◆ **Exercise goal**: Omit the pictures and retype only the lines from the one containing "reading: 10000 kPa" through the end of the listing, both ends included.

(Task data begins)

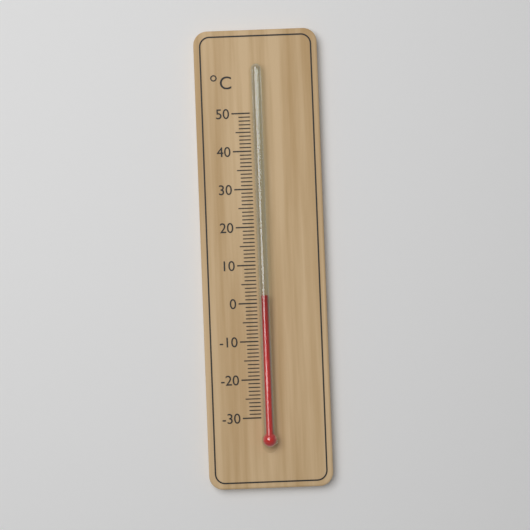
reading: 2 °C
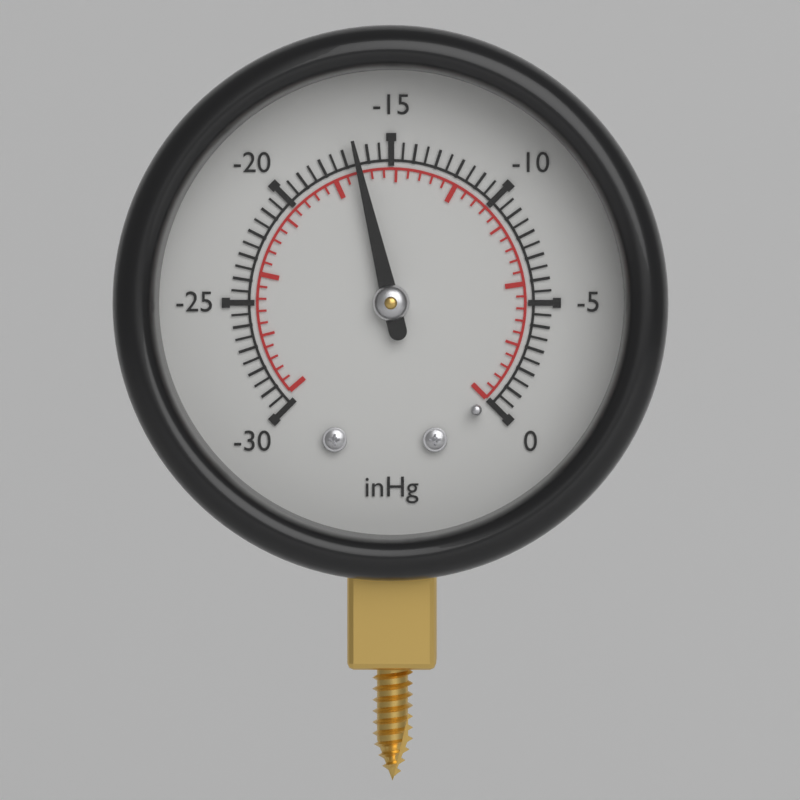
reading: -16.5 inHg
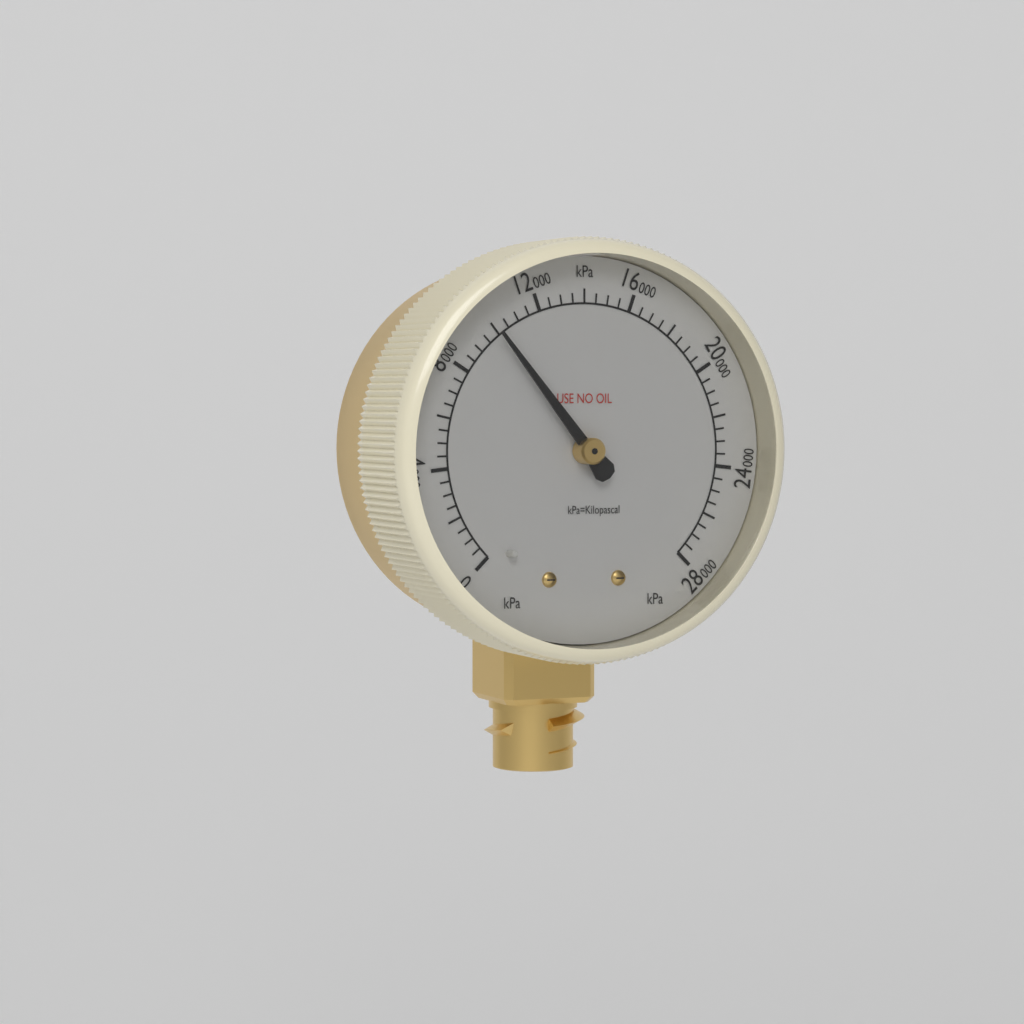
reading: 10000 kPa
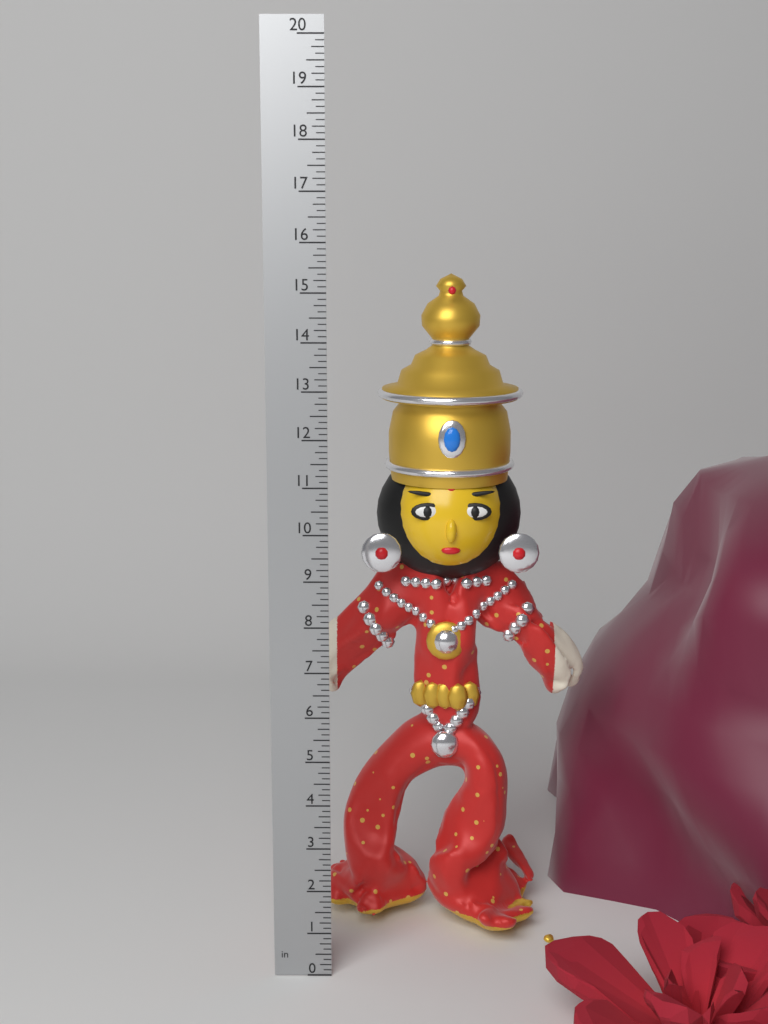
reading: 15.250 in
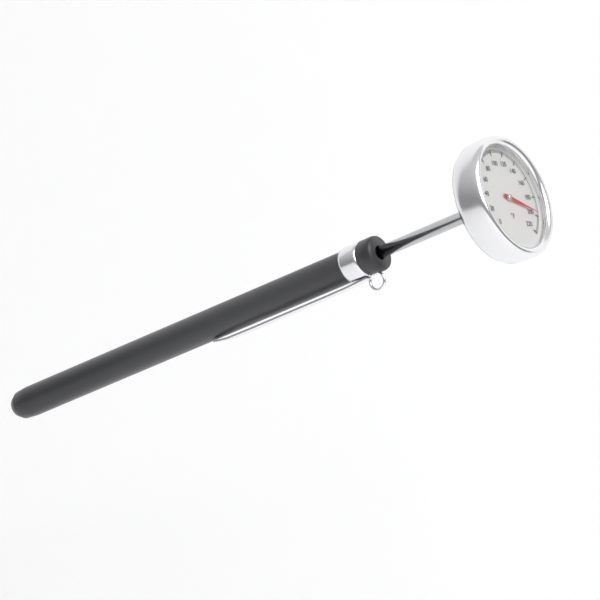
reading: 196 °F
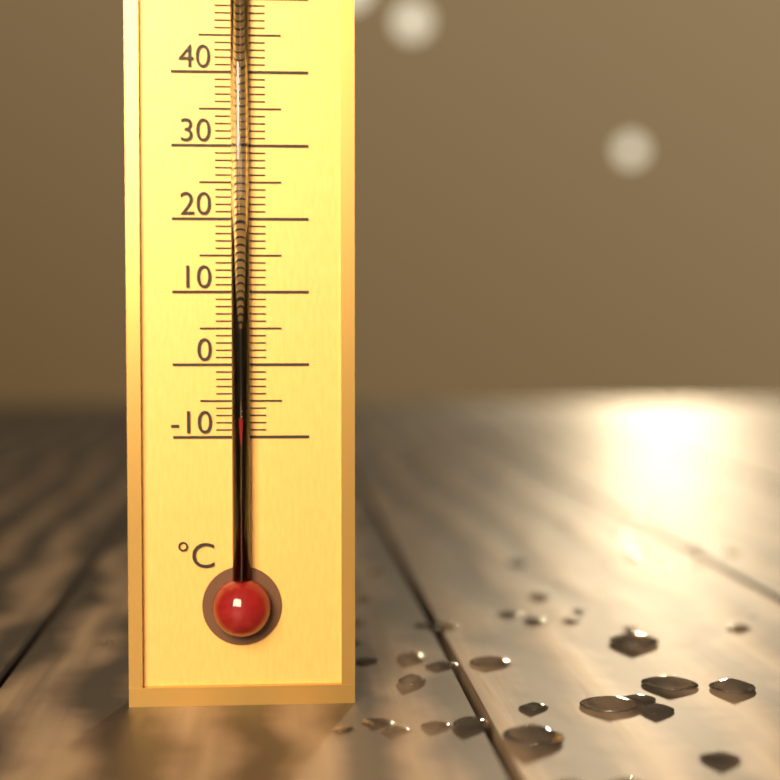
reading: -7 °C
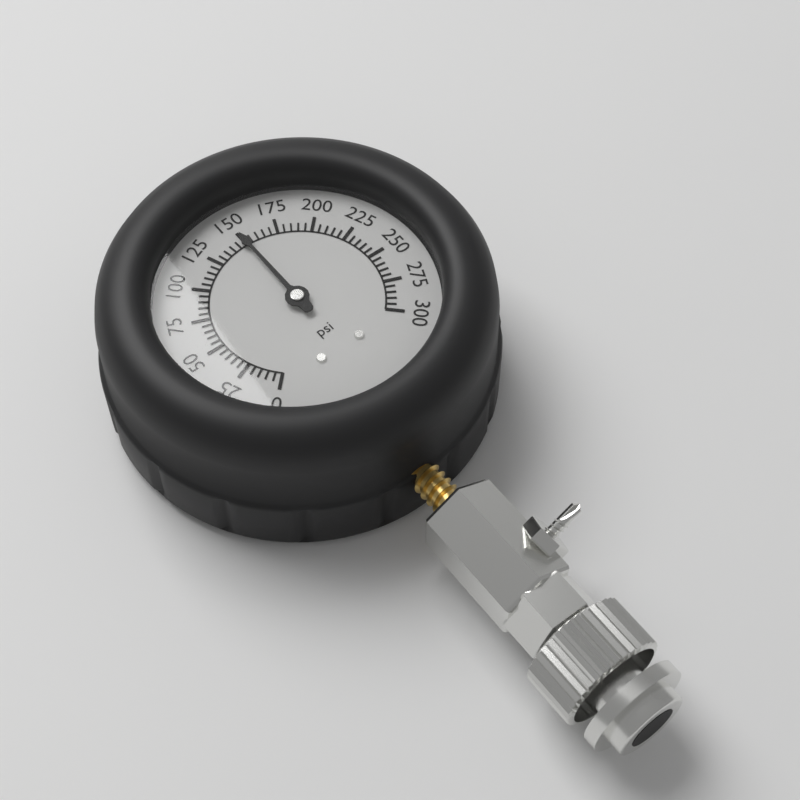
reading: 150 psi
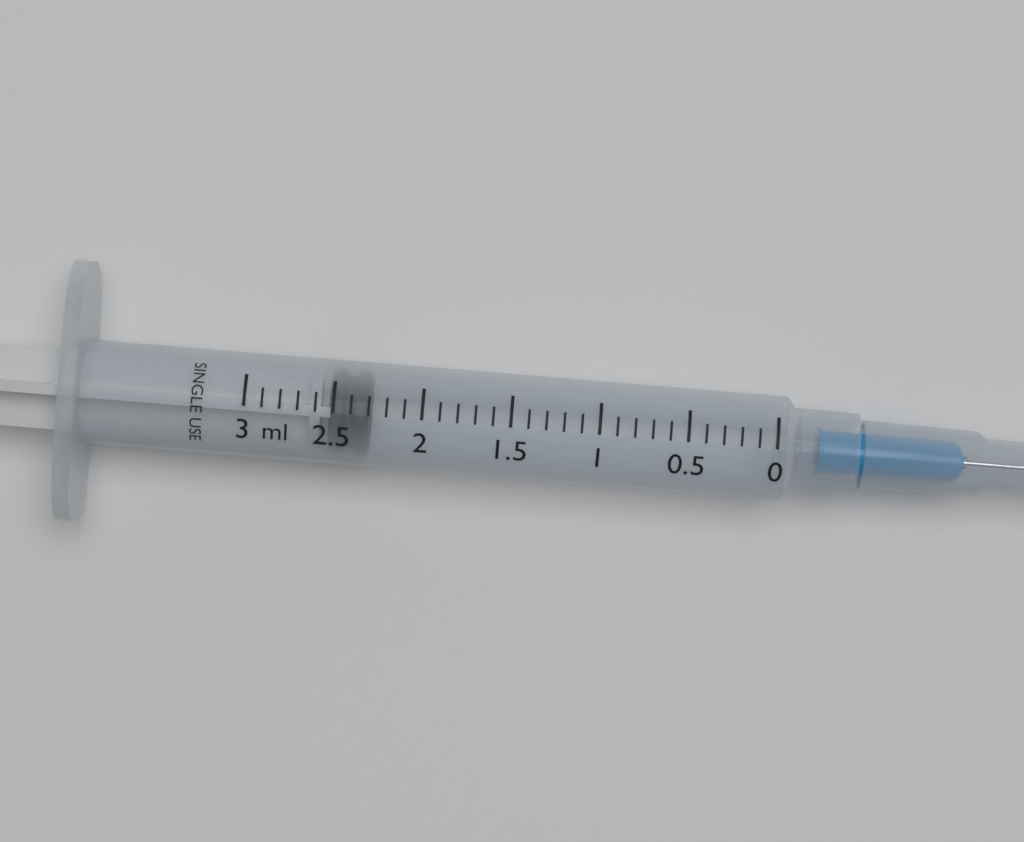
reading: 2.3 ml
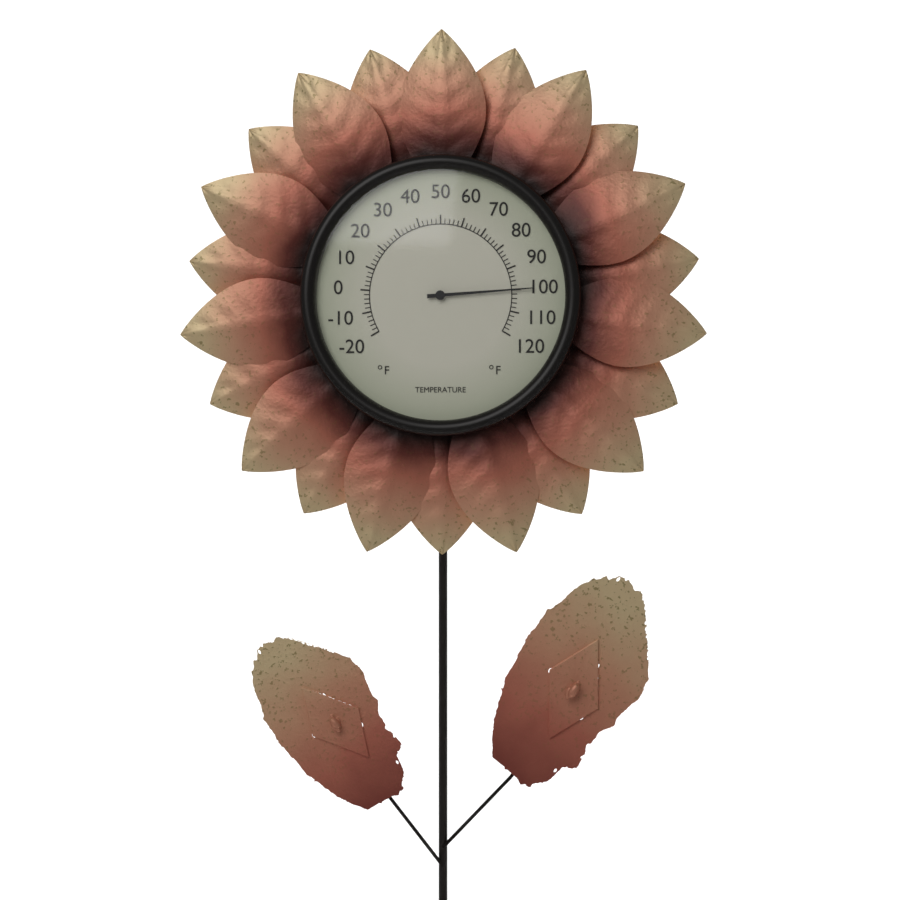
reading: 100 °F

(Task data ends)

◆ **Response to the exercise**:
reading: 10000 kPa
reading: 15.250 in
reading: 196 °F
reading: -7 °C
reading: 150 psi
reading: 2.3 ml
reading: 100 °F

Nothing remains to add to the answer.